Dive Brief:
- Public research universities talk about the need for their student body to represent the social and economic diversity of their states, but a new report from the Chicago-based policy research firm The Joyce Foundation suggests that those institutions disproportionately focus their recruiting efforts on wealthy out-of-state students.
- Analyzing the recruiting visits of 15 public research universities, the researchers found 12 made more out-of-state than in-state visits and seven had more than double the amount. Those out-of-state visits tend to be to affluent communities in major metro areas, shifting the demographic balance of the institution.
- Universities with lower levels of state support focused more on out-of-state recruiting than did institutions with stronger state support. Just three institutions, located in states with limits on nonresident enrollment, made more in-state than out-of-state visits.
Dive Insight:
The out-of-state visits "consistently exhibited racial bias," the researchers explain, attributing colleges' need to look beyond their borders to a "broken" higher ed funding system that "incentivizes universities to prioritize rich out-of-state students."
State funding to higher ed rose slightly across the board in fiscal year 2019, with more states (43) seeing increases than in the previous year (32), analysts explained in a Moody's Investors Service report earlier this year.
Yet the upturn follows a decade of contraction. In 2018, states spent an average of 16% less per student in 2018 than they did in 2008, while some states had drops in excess of 30%, according to data from the Center on Budget and Policy Priorities.
Public colleges vary in how much they depend on that funding, Moody's explains. Those in Alaska, Hawaii and Illinois rely on state funding for more than 40% of their revenue, whereas in New Hampshire, Pennsylvania and Vermont public institutions get less than 10% of revenue from the state.
As the Joyce Foundation report notes, low levels of state funding can push public colleges to recruit wealthy out-of-state students who require fewer or no subsidies, as well as some wealthy in-state students. The report's authors list the University of Alabama and the University of South Carolina as examples. "Universities make up for state budget cuts by prioritizing affluent students," they explain, calling on state policymakers to "reinvest in public higher education" by increasing state appropriations and need-based grant aid.
States are making moves in that direction, with some budgets under discussion tying additional funding to tuition freezes at public colleges. And the topic of affordability has come up in several governors' annual addresses, though that discussion tends to focus on increasing financial aid.
The researchers make a more pointed call to universities to shift their recruiting practices and "put their money where their mouth is, rather than putting their money where the money is" when it comes to increasing access for underrepresented students.
The University of Virginia — a public research institution in a state that gets between 15% and 20% of its higher ed revenue from public dollars, according to Moody's — last fall announced it would waive tuition for in-state students whose families earn less than $80,000 annually and room and board costs for those with annual incomes of less than $30,000.
And at the University of Illinois at Urbana-Champaign, students with family incomes at or below the state median may be eligible for free tuition and fees starting in the fall.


No pictures belong in the copy, but every line of the material below must be reproduced exactly.
***
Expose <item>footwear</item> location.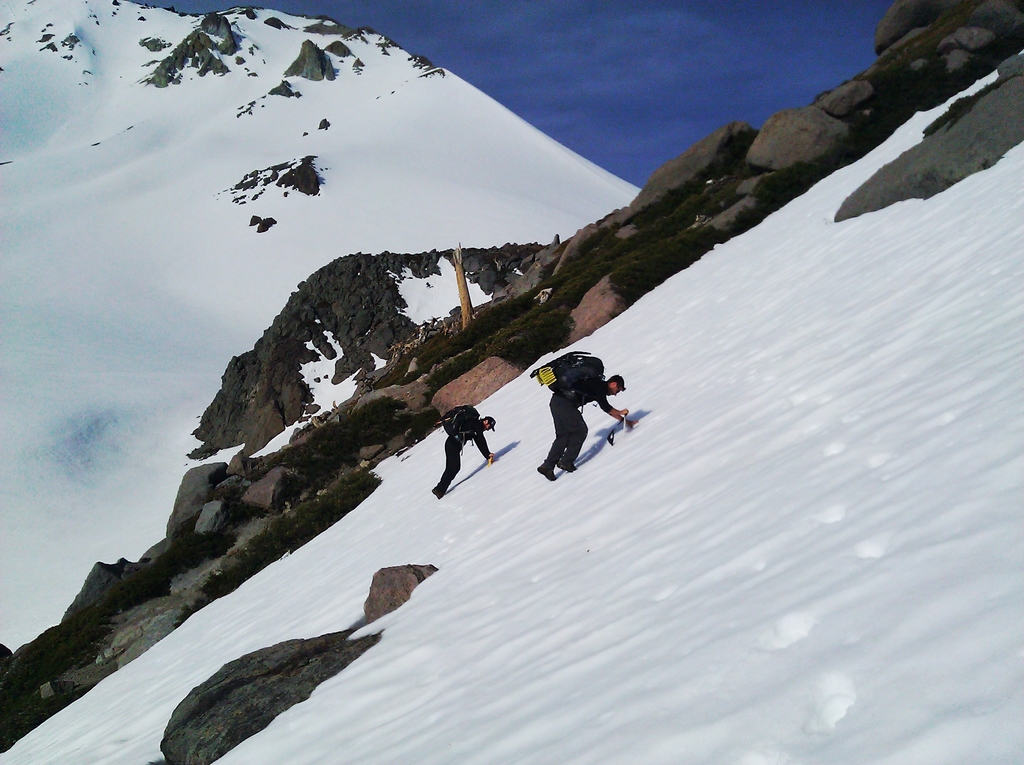
Exposed at <bbox>430, 485, 443, 500</bbox>.
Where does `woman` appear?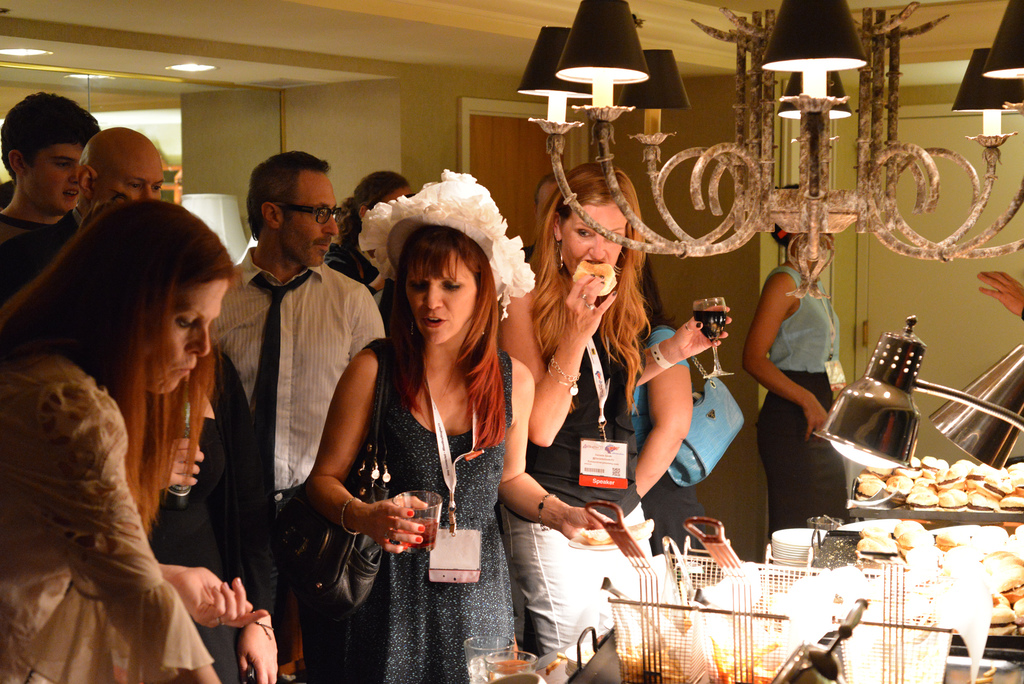
Appears at 302 171 590 681.
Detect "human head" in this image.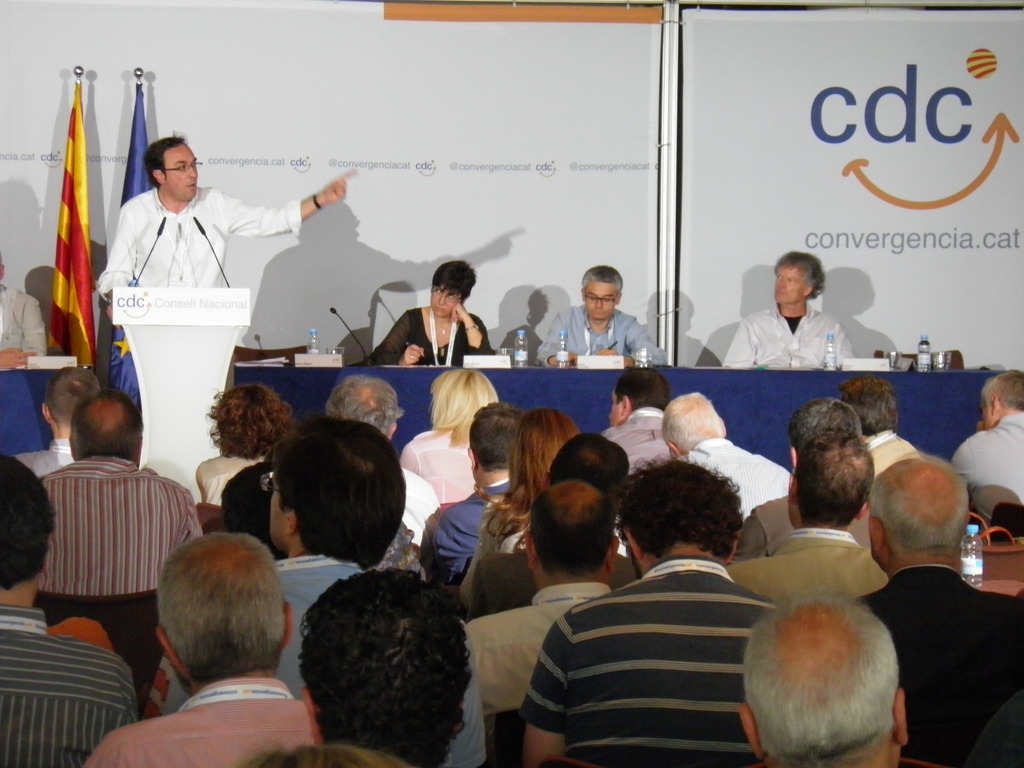
Detection: 467 401 524 486.
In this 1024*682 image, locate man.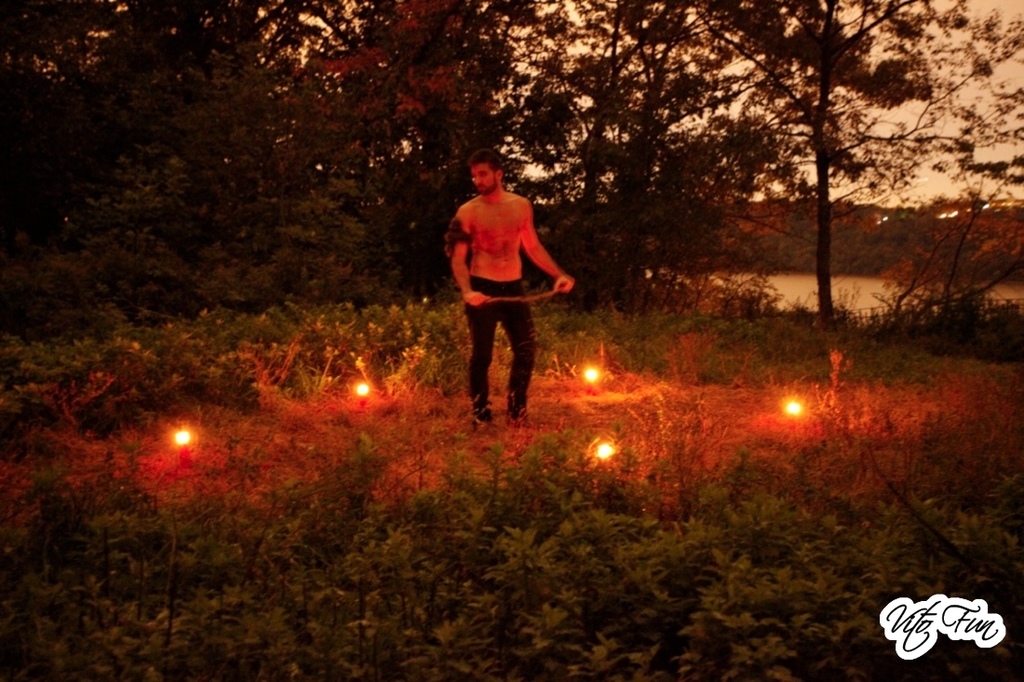
Bounding box: bbox=[444, 159, 574, 431].
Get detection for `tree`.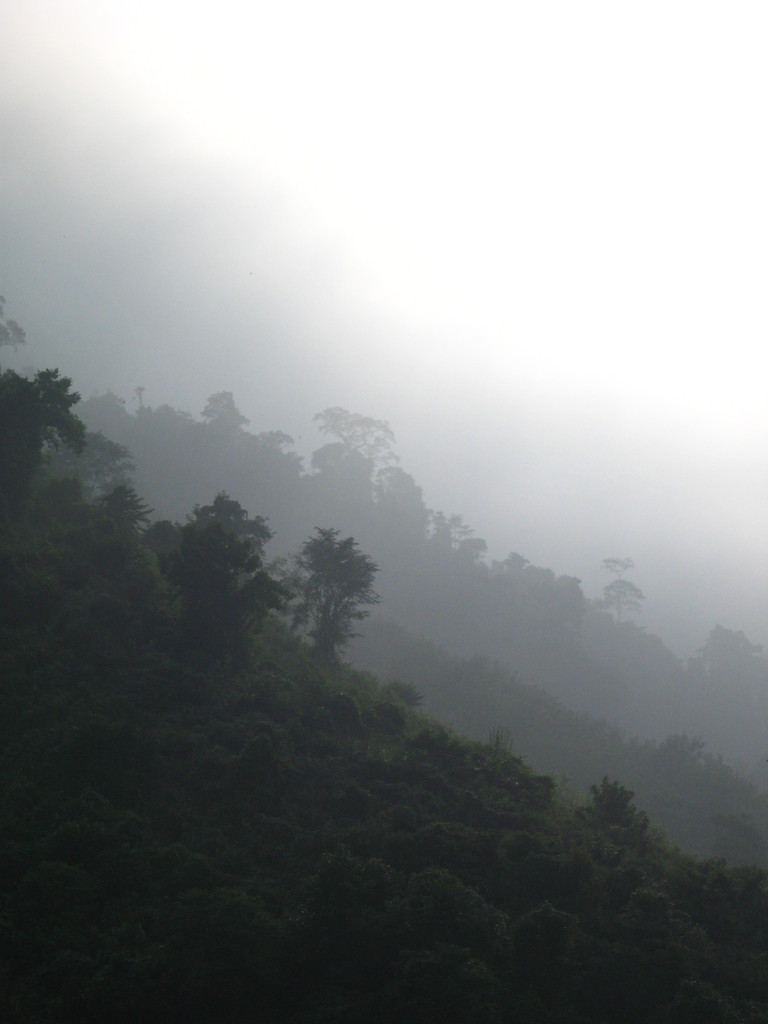
Detection: region(153, 516, 296, 676).
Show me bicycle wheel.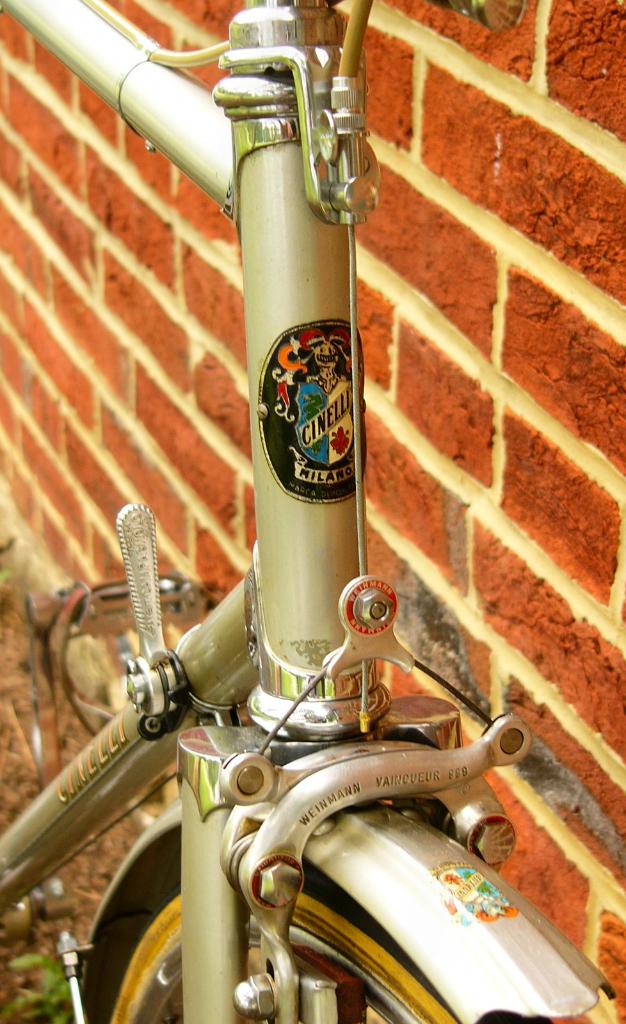
bicycle wheel is here: l=95, t=867, r=463, b=1023.
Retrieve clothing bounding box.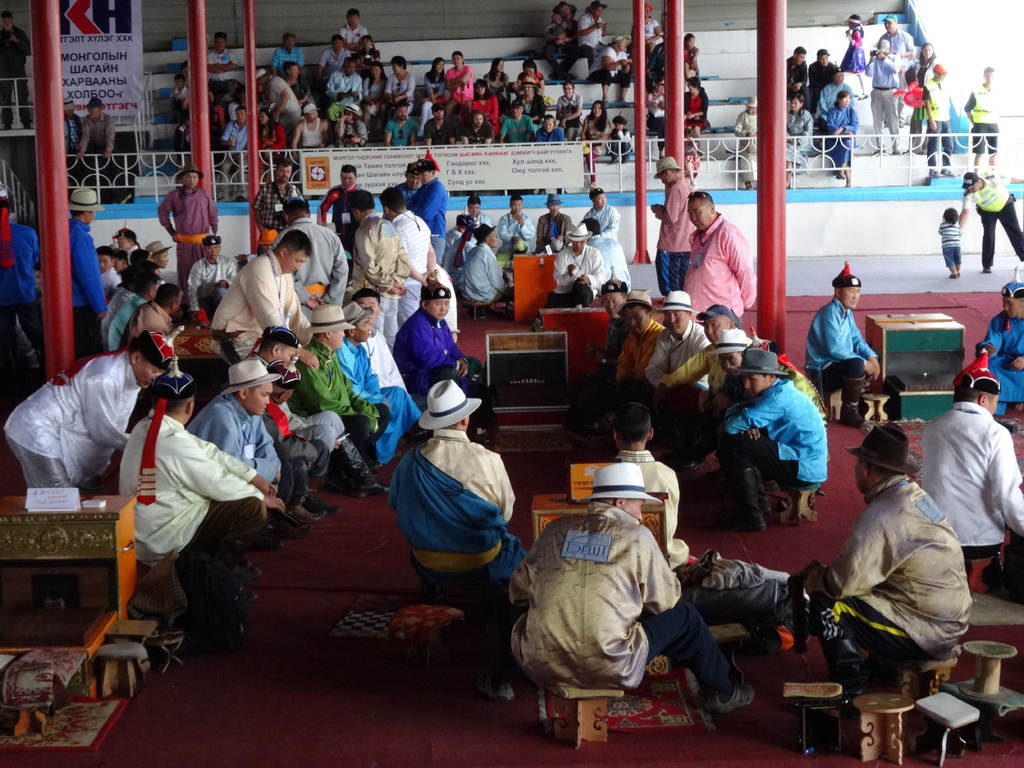
Bounding box: box(659, 331, 719, 457).
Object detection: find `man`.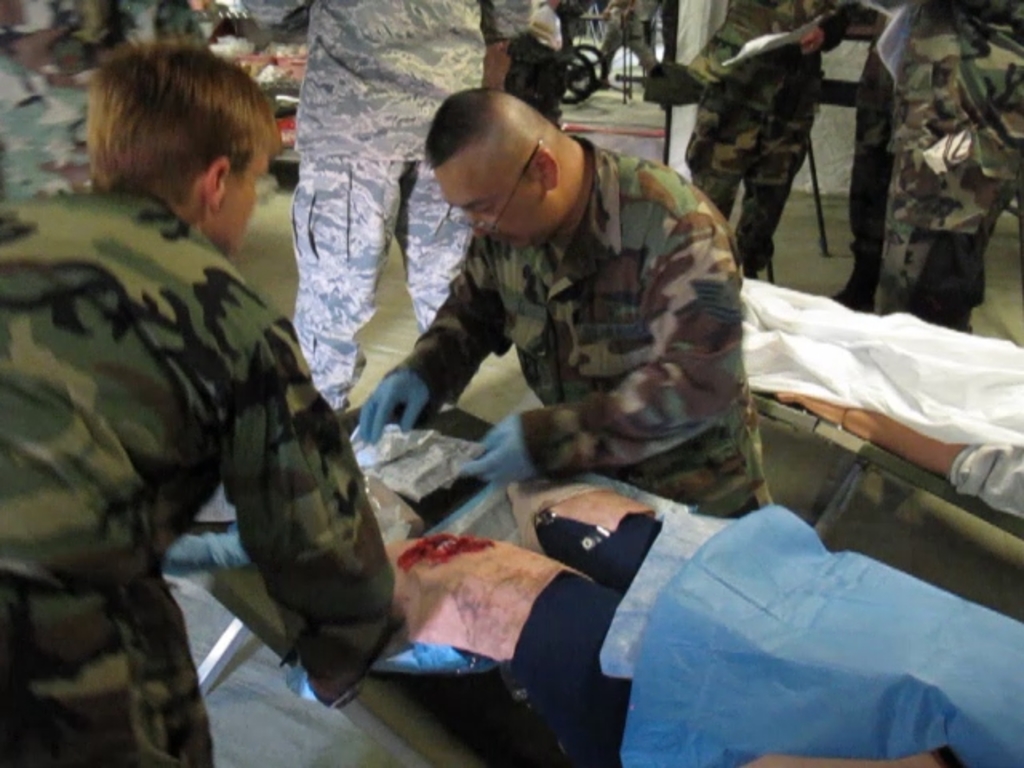
x1=245 y1=0 x2=541 y2=424.
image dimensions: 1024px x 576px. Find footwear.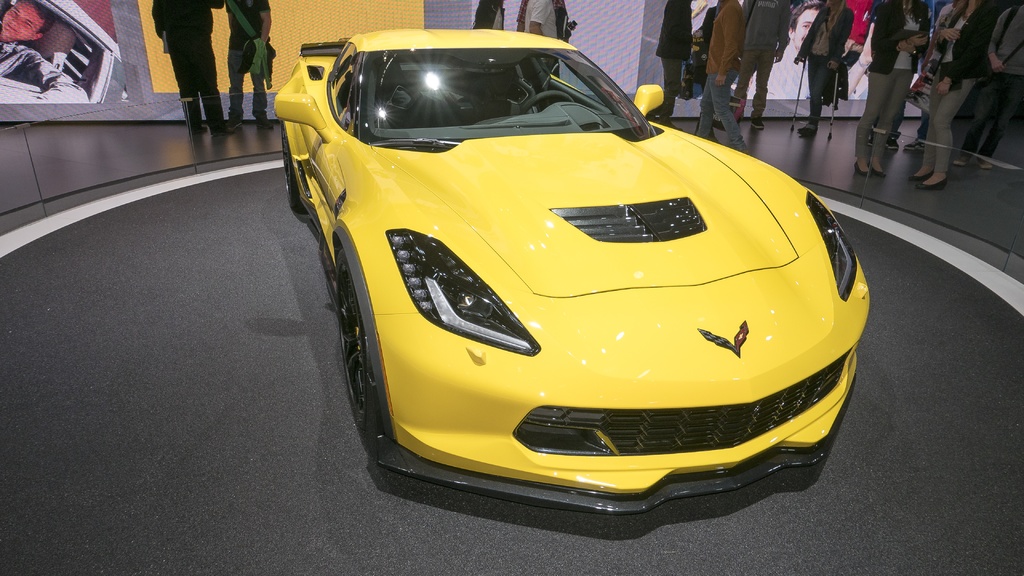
***
■ ANSWER AREA:
Expose <item>footwear</item> location.
Exposed at <bbox>430, 485, 443, 500</bbox>.
Where does `woman` appear?
Appears at 302 171 590 681.
Detect "human head" in this image.
Detection: 467 401 524 486.
In this 1024*682 image, locate man.
Bounding box: bbox=[444, 159, 574, 431].
Get detection for `tree`.
Detection: region(153, 516, 296, 676).
Show me bicycle wheel.
bicycle wheel is here: l=95, t=867, r=463, b=1023.
Retrieve clothing bounding box.
Bounding box: box(659, 331, 719, 457).
Object detection: find `man`.
x1=245 y1=0 x2=541 y2=424.
image dimensions: 1024px x 576px. Find footwear.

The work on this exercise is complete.